The 2011 song Stevie Nicks admires the most: “It was perfect”

Any song Stevie Nicks ever wrote tended to be like one of her musical children.

Since she never had a child of her own, all of her personal feelings tended to be reserved for her songs, whether that was her talking about her own relationship struggles or trying to sort out the spiritual side of her psyche whenever she worked on her ballads. But even when working on some of the greatest love songs of her generation, there tended to be a few tunes that accomplished more than she thought she ever could whenever she made a record.

But Nicks wasn’t thinking about making God’s gift to pop songs every single time she walked into the studio. She and Lindsey Buckingham always wanted to create songs that would last, but they were going about it from two completely different angles.

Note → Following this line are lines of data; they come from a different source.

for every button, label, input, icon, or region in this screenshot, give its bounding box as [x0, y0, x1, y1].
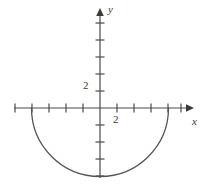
x-axis-label: x: [192, 116, 197, 127]
y-axis-arrowhead: [96, 8, 104, 16]
coordinate-plane: [0, 0, 210, 185]
graph-figure: y x 2 2: [0, 0, 210, 185]
y-axis-label: y: [108, 4, 113, 15]
x-axis-tick-label-2: 2: [113, 114, 119, 125]
x-axis-arrowhead: [186, 104, 194, 112]
y-axis-tick-label-2: 2: [83, 80, 89, 91]
y-axis-group: [96, 8, 105, 178]
x-axis-group: [14, 104, 194, 113]
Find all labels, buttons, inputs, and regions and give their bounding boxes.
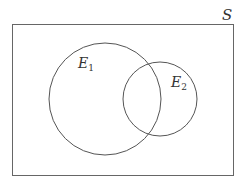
set-e2-circle <box>123 62 197 136</box>
venn-diagram: S E1 E2 <box>0 0 245 181</box>
sample-space-label: S <box>222 6 232 24</box>
set-e2-label: E2 <box>170 74 187 92</box>
set-e1-circle <box>49 43 161 155</box>
set-e1-label: E1 <box>77 55 94 73</box>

Nicks wanted to capture a feeling in every one of her songs, whereas Buckingham would have stayed up until dawn if it meant trying to find the right sound for whatever pop hit he was working on.

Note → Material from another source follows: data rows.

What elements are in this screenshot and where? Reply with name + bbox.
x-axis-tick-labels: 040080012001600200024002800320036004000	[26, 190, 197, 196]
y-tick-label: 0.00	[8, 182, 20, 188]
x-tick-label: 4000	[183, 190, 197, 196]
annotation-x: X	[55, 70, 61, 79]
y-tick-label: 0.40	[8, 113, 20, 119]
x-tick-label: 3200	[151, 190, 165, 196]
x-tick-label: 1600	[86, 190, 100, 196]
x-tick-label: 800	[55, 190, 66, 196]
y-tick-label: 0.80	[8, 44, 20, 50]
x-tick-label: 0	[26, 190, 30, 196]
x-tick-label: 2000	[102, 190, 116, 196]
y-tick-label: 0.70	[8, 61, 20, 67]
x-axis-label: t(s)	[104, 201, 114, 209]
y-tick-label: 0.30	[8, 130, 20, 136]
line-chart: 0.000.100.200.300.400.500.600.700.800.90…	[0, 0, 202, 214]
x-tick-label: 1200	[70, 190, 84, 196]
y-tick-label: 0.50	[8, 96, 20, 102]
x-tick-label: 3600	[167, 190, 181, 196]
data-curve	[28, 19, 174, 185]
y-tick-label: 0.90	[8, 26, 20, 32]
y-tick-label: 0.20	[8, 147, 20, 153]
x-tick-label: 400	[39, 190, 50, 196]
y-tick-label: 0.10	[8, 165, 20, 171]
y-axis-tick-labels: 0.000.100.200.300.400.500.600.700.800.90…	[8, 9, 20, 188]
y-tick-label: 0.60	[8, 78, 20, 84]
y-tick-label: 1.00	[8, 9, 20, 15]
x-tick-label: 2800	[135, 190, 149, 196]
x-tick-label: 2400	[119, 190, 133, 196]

That’s half the reason why things ended up getting so tense between them during the Rumours sessions, but while the idea of singing songs about your significant other isn’t everyone’s first choice when they make an album, Nicks wasn’t going to let it get in the way of her job. She knew that they had struck gold by joining the band, and she was going to do everything she could to keep them together, even if it meant screaming at Buckingham in between takes of a song.

Anyone in that kind of environment would have needed to go out on their own at some point, but looking through Nicks’ solo career, it’s not like she needed Buckingham by any stretch. She could make fantastic songs on her own, but there would always be that one thought in the back of every fan’s mind when she came out with a new record. The thought of Buckingham even turning up for a Fleetwood Mac project would have been dead in the water throughout the late 1980s, but sometimes miracles can happen. 

Say You Will was a fantastic return to form, even if it was a bit longer than usual, and Nicks even thought enough of Buckingham for him to lend a hand on the track ‘Soldier’s Angel’ later on in her career. Throughout all of their fights, she never forgot about what a great musician he was at the end of the day, and she felt that bringing Buckingham in to record that song was the moment where everything came full circle for them.

They had been through some of the hardest fights that any two people could have gone through, but being able to put their cares aside is what Nicks admired the most, saying, “[It] is truly my most sacred and revered song. We recorded it live and did some harmonies, and then he did some little lead guitar things, and it was perfect. There’s no other players, just me and him. Not only did we create something that’s probably as Buckingham Nicks as we have been since 1973, but… I think that song really brought Lindsey and I back together.”

The fighting wouldn’t exactly stop since Buckingham would be kicked out of the band yet again in the 2010s, but listening to them play off each other, you can tell what Mick Fleetwood saw in them way back when. Her voice and his guitar were meant for each other to a certain degree, and given the subject matter about the hardships of wounded soldiers, Nicks was willing to put every single bit of energy that she could into the song every time Buckingham picked one of his strings.

A lot of the greatest rock and roll bands of Nicks’s generation tend to get bogged down by way too many effects and overproduced songs at this point in their career, but this tune is a testament to what she and Buckingham had always been. At the end of the day, they simply sounded great together, and there was no one who could ever take that away from them whenever they got up onstage.